Intact ribonucleic acid (RNA) has been prepared from tissues rich in ribonuclease such as the rat pancreas by efficient homogenization in a 4 M solution of the potent protein denaturant guanidinium thiocyanate plus 0.1 M 2-mercaptoethanol to break protein disulfide bonds. The RNA was isolated free of protein by ethanol precipitation or by sedimentation through cesium chloride. Rat pancreas RNA obtained by these means has been used as a source for the purification of alpha-amylase messenger ribonucleic acid.
Pancreas development begins with the formation of buds at specific sites in the embryonic foregut endoderm. We used recombination-based lineage tracing in vivo to show that Ptf1a (also known as PTF1-p48) is expressed at these early stages in the progenitors of pancreatic ducts, exocrine and endocrine cells, rather than being an exocrine-specific gene as previously described. Moreover, inactivation of Ptf1a switches the character of pancreatic progenitors such that their progeny proliferate in and adopt the normal fates of duodenal epithelium, including its stem-cell compartment. Consistent with the proposal that Ptf1a supports the specification of precursors of all three pancreatic cell types, transgene-based expression of Pdx1, a gene essential to pancreas formation, from Ptf1a cis-regulatory sequences restores pancreas tissue to Pdx1-null mice that otherwise lack mature exocrine and endocrine cells because of an early arrest in organogenesis. These experiments provide evidence that Ptf1a expression is specifically connected to the acquisition of pancreatic fate by undifferentiated foregut endoderm.

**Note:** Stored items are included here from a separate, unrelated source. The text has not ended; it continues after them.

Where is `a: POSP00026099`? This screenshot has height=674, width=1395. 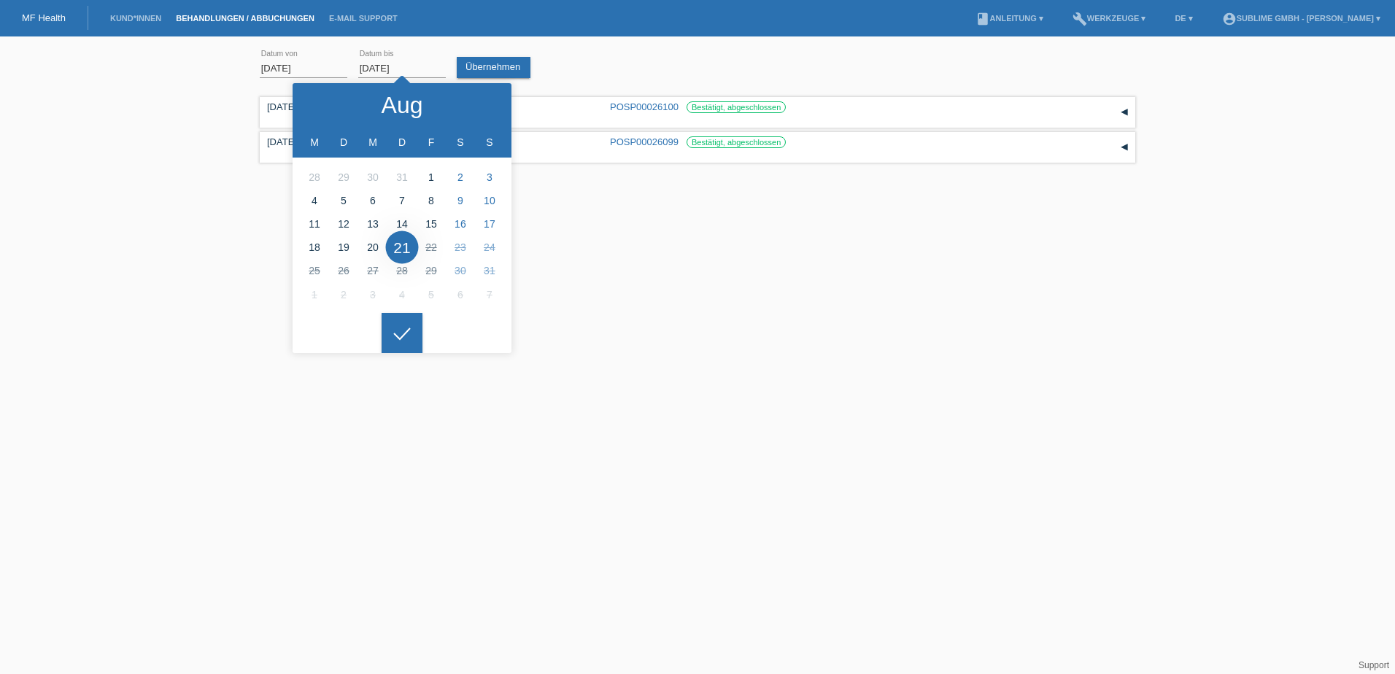
a: POSP00026099 is located at coordinates (644, 142).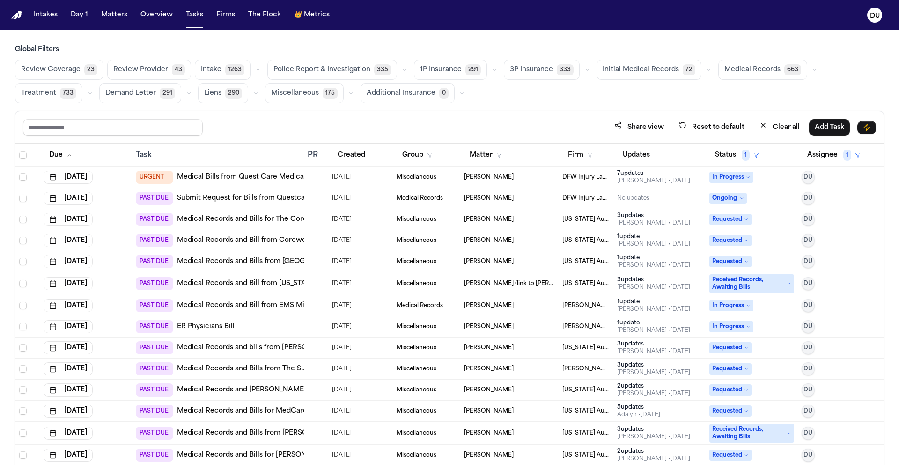  What do you see at coordinates (45, 15) in the screenshot?
I see `button: Intakes` at bounding box center [45, 15].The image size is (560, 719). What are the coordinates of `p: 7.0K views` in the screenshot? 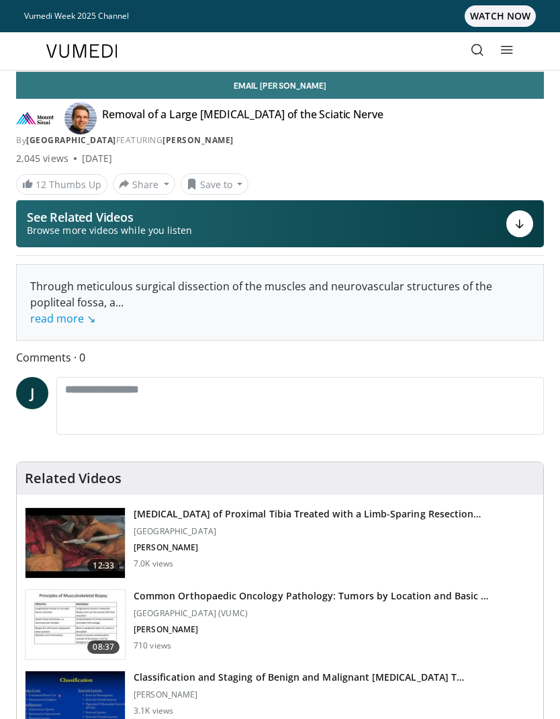 It's located at (153, 563).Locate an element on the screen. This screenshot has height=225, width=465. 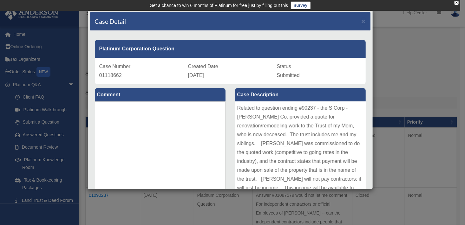
div: Get a chance to win 6 months of Platinum for free just by filling out this is located at coordinates (219, 5).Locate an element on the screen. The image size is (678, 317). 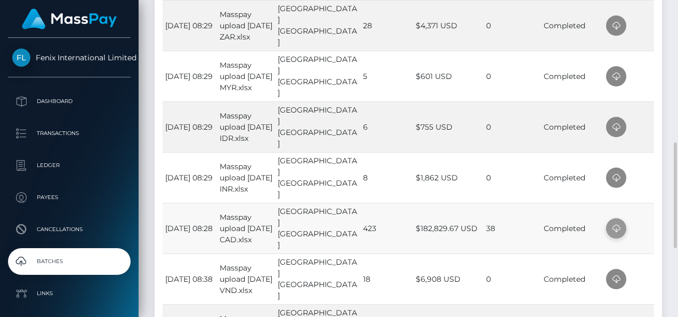
p: Batches is located at coordinates (69, 261).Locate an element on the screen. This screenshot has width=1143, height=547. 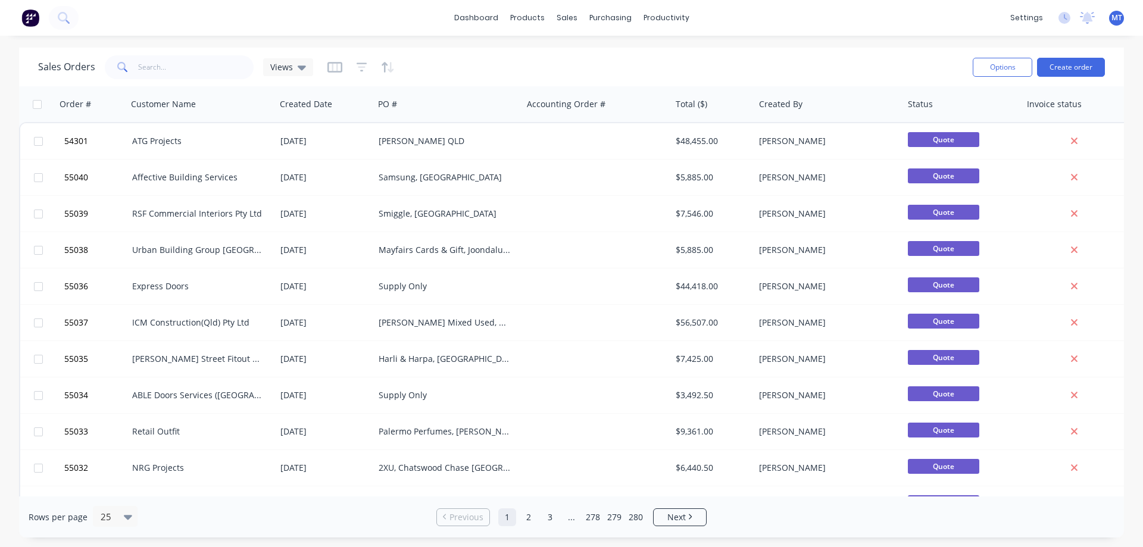
div: Created By is located at coordinates (780, 104).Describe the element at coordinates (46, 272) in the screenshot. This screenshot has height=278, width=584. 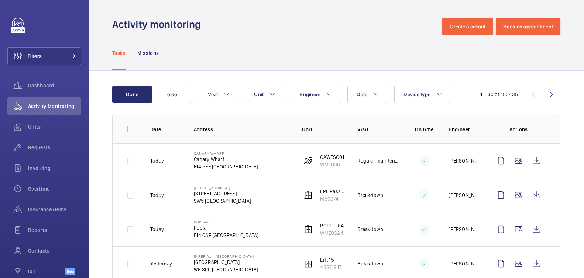
I see `span: IoT` at that location. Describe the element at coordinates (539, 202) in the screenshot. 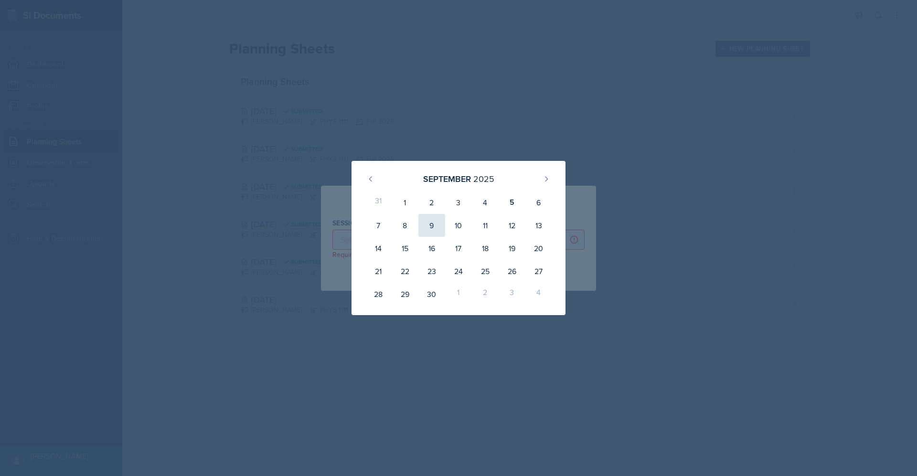

I see `div: 6` at that location.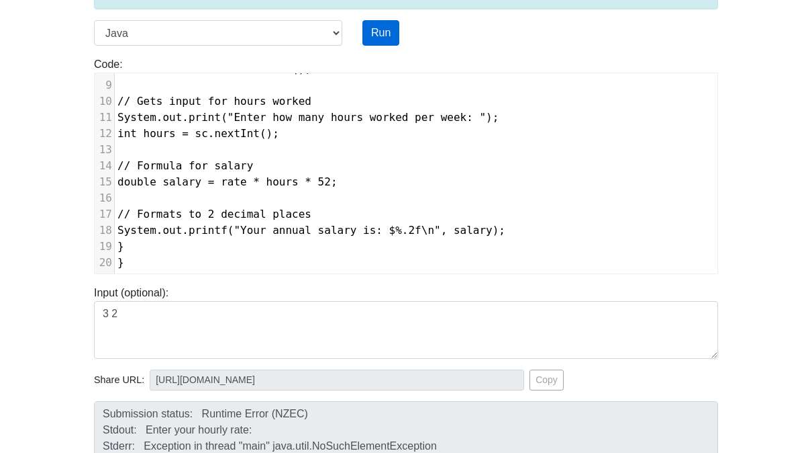 This screenshot has width=812, height=453. I want to click on div: 16, so click(104, 198).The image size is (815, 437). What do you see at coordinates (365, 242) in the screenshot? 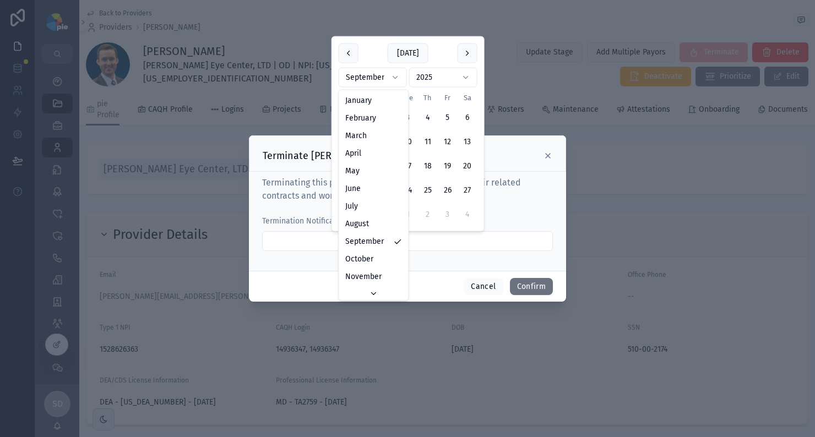
I see `span: September` at bounding box center [365, 242].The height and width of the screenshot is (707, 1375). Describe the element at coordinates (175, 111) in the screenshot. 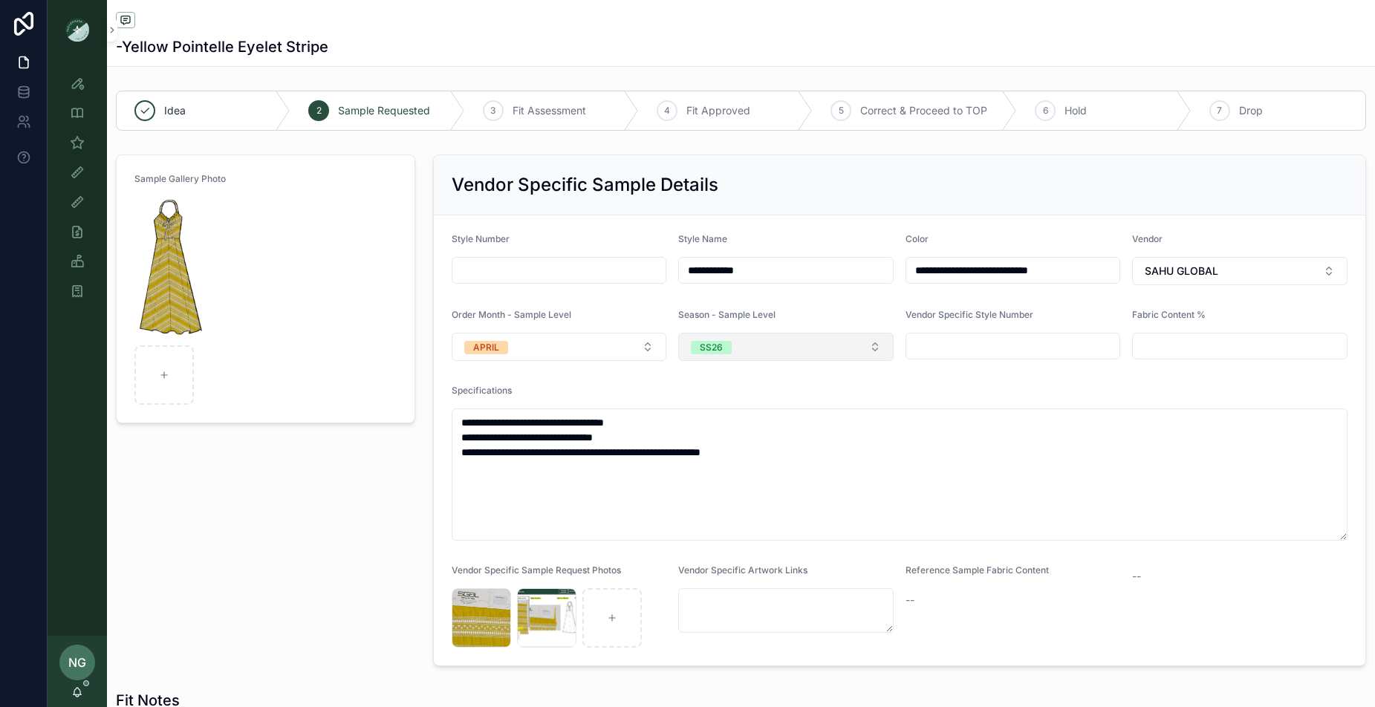

I see `span: Idea` at that location.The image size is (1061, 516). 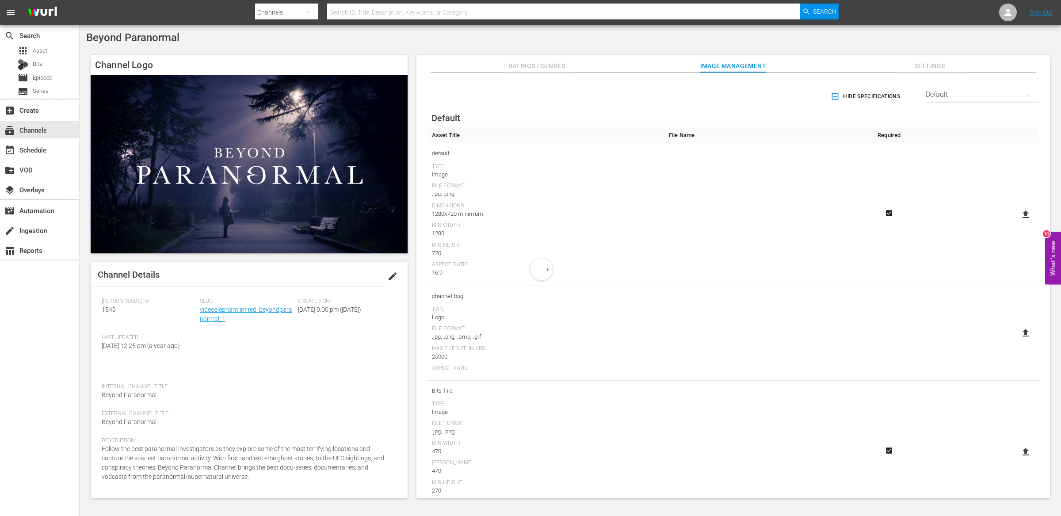 What do you see at coordinates (982, 95) in the screenshot?
I see `div: Default` at bounding box center [982, 95].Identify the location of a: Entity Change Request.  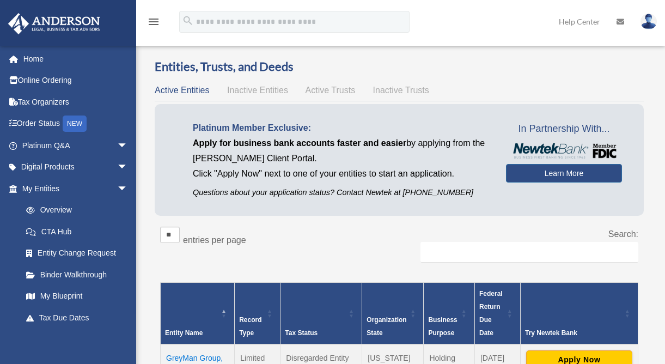
(77, 253).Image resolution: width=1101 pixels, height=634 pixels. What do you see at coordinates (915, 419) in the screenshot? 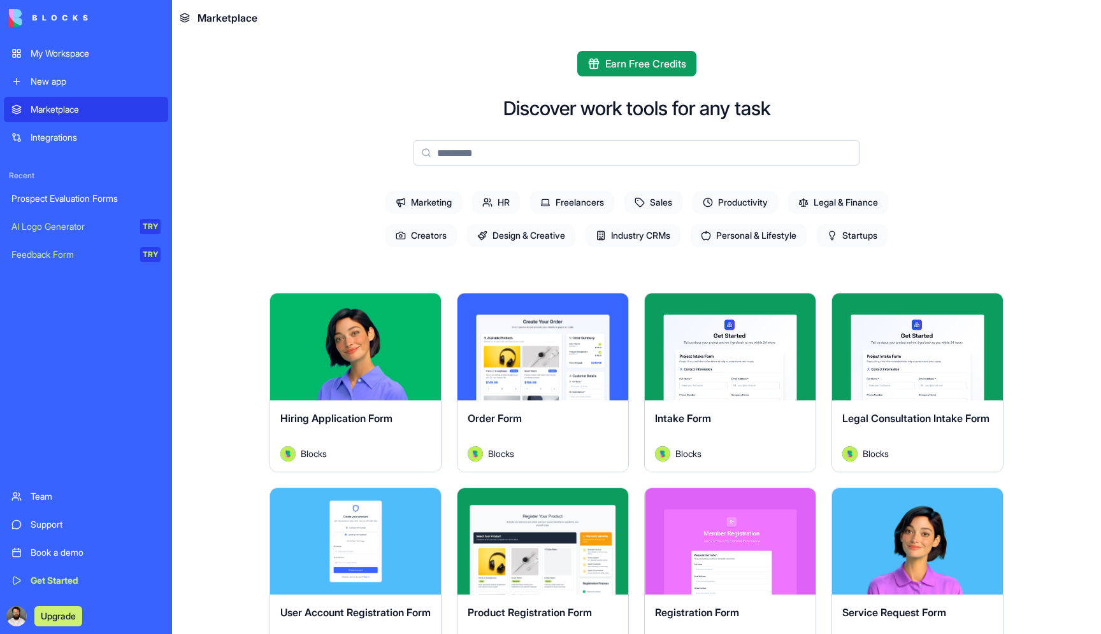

Mutations in the human and mouse PTF1A/Ptf1a genes result in permanent diabetes mellitus and cerebellar agenesis. We show that Ptf1a is present in precursors to GABAergic neurons in spinal cord dorsal horn as well as the cerebellum. A null mutation in Ptf1a reveals its requirement for the dorsal horn GABAergic neurons. Specifically, Ptf1a is required for the generation of early-born (dI4, E10.5) and late-born (dILA, E12.5)dorsal interneuron populations identified by homeodomain factors Lhx1/5 and Pax2. Furthermore, in the absence of Ptf1a, the dI4 dorsal interneurons trans-fate to dI5 (Lmx1b+), and the dILA to dILB (Lmx1b+;Tlx3+). This mis-specification of neurons results in a complete loss of inhibitory GABAergic neurons and an increase in the excitatory glutamatergic neurons in the dorsal horn of the spinal cord by E16.5. Thus, Ptf1a function is essential for GABAergic over glutamatergic neuronal cell fates in the developing spinal cord, and provides an important genetic link between inhibitory and excitatory interneuron development.